Why should we ever be responsible for our opponent's ability to make a legal move? Why should we ever have to keep in our minds our opponent's ability to continue? Why, in any true two-party *competition* should I ever have to *cooperate w/the opposition* to continue their ability to compete? Because that's what the current rule asks us to do. And don't use the circular "It's the rule" or "It breaks the so-called 'objective' rule" non-arguments to answer. The item of debate is whether the rule(s) *themselves* are logical. The OP contends that it breaks other rules, e.g., clock rules, but I'm just addressing as few items at a time as possible.
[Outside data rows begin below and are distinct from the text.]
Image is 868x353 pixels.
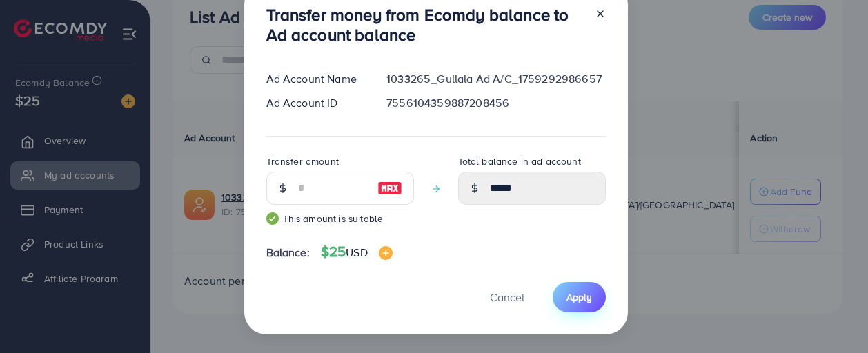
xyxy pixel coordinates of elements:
span: Balance: [267,245,310,261]
div: Ad Account ID [255,95,376,111]
button: Apply [553,283,606,312]
small: This amount is suitable [267,212,414,226]
div: 1033265_Gullala Ad A/C_1759292986657 [376,71,617,87]
span: Cancel [490,290,524,305]
div: 7556104359887208456 [376,95,617,111]
iframe: Chat [810,291,857,343]
img: image [377,180,402,197]
img: guide [267,213,279,225]
div: Ad Account Name [255,71,376,87]
span: Apply [567,291,592,305]
h3: Transfer money from Ecomdy balance to Ad account balance [267,5,584,45]
label: Transfer amount [267,155,339,168]
button: Cancel [473,283,542,312]
span: USD [345,245,367,260]
h4: $25 [321,244,392,261]
img: image [379,246,392,260]
label: Total balance in ad account [458,155,581,168]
I totally agree that "doing away" with stalemate situations by allowing things like passed/double moves would change the game enough to definitely make it a variant, but my contention was that since the position is in no way equal to a mate/resignation/flag fall, but yet a *competitive show of dominance* due to my opponent's inability to continue (certainly similar to checkmate, though obviously not equal), that a score less than 1-0 & more than .5-.5 should be awarded, with .75-.25 an initial suggestion.
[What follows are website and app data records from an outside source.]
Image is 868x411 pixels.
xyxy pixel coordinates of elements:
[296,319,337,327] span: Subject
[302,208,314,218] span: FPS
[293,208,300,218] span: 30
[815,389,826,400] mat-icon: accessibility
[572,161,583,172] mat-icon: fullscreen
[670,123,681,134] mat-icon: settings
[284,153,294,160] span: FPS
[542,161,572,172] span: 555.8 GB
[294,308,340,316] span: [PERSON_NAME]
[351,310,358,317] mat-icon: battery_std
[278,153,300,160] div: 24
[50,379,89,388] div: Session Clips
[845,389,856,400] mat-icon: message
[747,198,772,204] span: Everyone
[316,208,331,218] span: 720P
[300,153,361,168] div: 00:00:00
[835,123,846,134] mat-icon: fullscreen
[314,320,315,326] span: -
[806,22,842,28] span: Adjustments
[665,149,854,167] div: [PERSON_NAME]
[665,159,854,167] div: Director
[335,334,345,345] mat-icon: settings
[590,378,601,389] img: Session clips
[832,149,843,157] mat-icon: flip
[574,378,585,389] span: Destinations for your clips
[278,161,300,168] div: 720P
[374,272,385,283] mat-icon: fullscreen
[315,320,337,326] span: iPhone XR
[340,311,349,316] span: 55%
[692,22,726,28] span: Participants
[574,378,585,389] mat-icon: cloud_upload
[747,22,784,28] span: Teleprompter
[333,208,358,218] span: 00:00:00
Many of the arguments counter to this rely on "this situation this" or "that situation that", relying on *perceived advantages/disadvantages* or *perceived good play/bad play*. Rules are not for adjudication; we adjudicate *on applied rules*. I realize there are example games for situations X, Y, & Z, but the final position remains the same: one player having made a legal move, then the other player being unable to, thereby being at a *competitive disadvantage*, surely *a loss* in most endeavors, but possibly acceptable as something between a full win and the current draw-score situation within our beloved game of Chess. Since we obviously can't allow illegal moves, and passed moves would make Chess "Not Chess", we're left with a scoring adjustment, perhaps .75-.25.

In threads on 2 other sites, I've already accepted 2 points:

1) The proposed scoring change *may* change the game enough to make it a variant and not an improvement. Data would need to be accumulated and analyzed to bear that, or its inverse, out.

2) That the current rule has survived long enough (approx. 120+ yrs.) to show an a popularis validity & acceptability, though the proposed score change *may* actually provide an improvement, again, without data, the deductions would be educated, at best.

I hadn't really planned on debating this any longer, as "people gets what people wants", regardless of any logic, but I did want to address what I feel is the anti-logic, anti-competitive nature of the current rule as I see it, and I was lucid & not hungover. Tongue out

As this is way long, Ima cut out here for now.